Cheap ARM servers using chiplets is an absolute nightmare for both Intel and AMD, because they might be willing to forgo single thread (which is vital to client workloads) to get max MT/mm2/W.
I am not sure its that big of an issue and will affect Intel waaaay more than it does AMD.
Designing and producing a CPU is pretty damn expensive. If you aren't Apple/Samsung/Microsoft/Amazon/Tesla(well for different reasons). Designing an in house CPU and converting your tool chain to is an incredibly long winded, expensive, and dangerous solution. Even when getting others off the market CPU, the whole infrastructure move is expensive enough. There was a really good reason not tied just to the fact Mercer was sooooooo slow that people abandoned Itanium near instantly when AMD created X86-64. As long as you have lets say an AMD x86 solution that's within 20% of the performance and still cheap, they would be much more likely to move to that solution. Just look at AMD they might have been 6 years too early, but they bought a Arm server company and just found the sales market of the device less than good.
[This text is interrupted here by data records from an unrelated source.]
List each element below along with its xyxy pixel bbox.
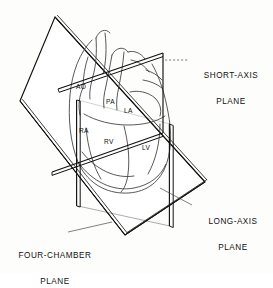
left-pulmonary-branch: [128, 51, 145, 59]
four-chamber-plane-label: FOUR-CHAMBER PLANE: [6, 235, 104, 288]
four-chamber-leader-line: [68, 222, 112, 232]
aortic-arch: [96, 30, 110, 38]
pulmonary-bifurcation: [112, 48, 128, 55]
anatomy-label-la: LA: [124, 108, 133, 115]
anatomy-label-ao: AO: [76, 84, 86, 91]
short-axis-plane-label-line2: PLANE: [190, 98, 272, 107]
anatomy-label-pa: PA: [106, 99, 115, 106]
anatomy-label-ra: RA: [79, 128, 89, 135]
short-axis-plane-label-line1: SHORT-AXIS: [190, 72, 272, 81]
long-axis-plane-label: LONG-AXIS PLANE: [194, 201, 272, 270]
short-axis-plane-label: SHORT-AXIS PLANE: [190, 55, 272, 124]
anatomy-label-lv: LV: [142, 145, 150, 152]
four-chamber-plane-label-line1: FOUR-CHAMBER: [6, 252, 104, 261]
long-axis-plane-label-line2: PLANE: [194, 244, 272, 253]
anatomy-label-rv: RV: [104, 139, 114, 146]
long-axis-plane-label-line1: LONG-AXIS: [194, 218, 272, 227]
four-chamber-plane-label-line2: PLANE: [6, 278, 104, 287]
long-axis-edge-right-bottom-cap: [169, 226, 173, 228]
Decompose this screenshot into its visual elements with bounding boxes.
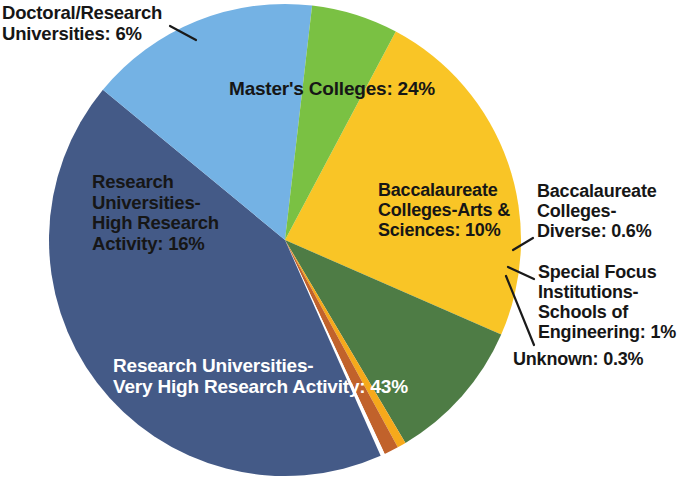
slice-label-masters-colleges: Master's Colleges: 24%	[229, 78, 435, 99]
pie-chart-figure: Doctoral/Research Universities: 6% Maste…	[0, 0, 700, 479]
slice-label-research-universities-high: Research Universities- High Research Act…	[92, 172, 219, 255]
slice-label-unknown: Unknown: 0.3%	[513, 349, 643, 369]
slice-label-research-universities-very-high: Research Universities- Very High Researc…	[113, 355, 408, 398]
slice-label-baccalaureate-colleges-diverse: Baccalaureate Colleges- Diverse: 0.6%	[537, 181, 656, 241]
slice-label-doctoral-research-universities: Doctoral/Research Universities: 6%	[2, 3, 162, 44]
slice-label-baccalaureate-colleges-arts-sciences: Baccalaureate Colleges-Arts & Sciences: …	[378, 180, 510, 240]
slice-label-special-focus-institutions: Special Focus Institutions- Schools of E…	[538, 262, 676, 343]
Amazon isn't really going to sell them. Not without them basically offering a full tool chain for the companies they are selling to, that match up perfectly and it will always be realitively small companies. What this does mean is as a major ODM buyer (remember they were buying SL-SP almost a year before it was available). They have the funding to get a CPU design, negotiate with TMSC, and develop the tools sets (since they have from the very beginning of AWS) to use these CPU's. It still won't replace everything, but it certainly lowers their reliance on over priced, insecure, and slowly developing Intel CPU's. For AMD this endeavor by Amazon is so expensive that their requirements on production were probably numbers AMD would struggle to keep up with. Which probably played another part in Amazon going this route.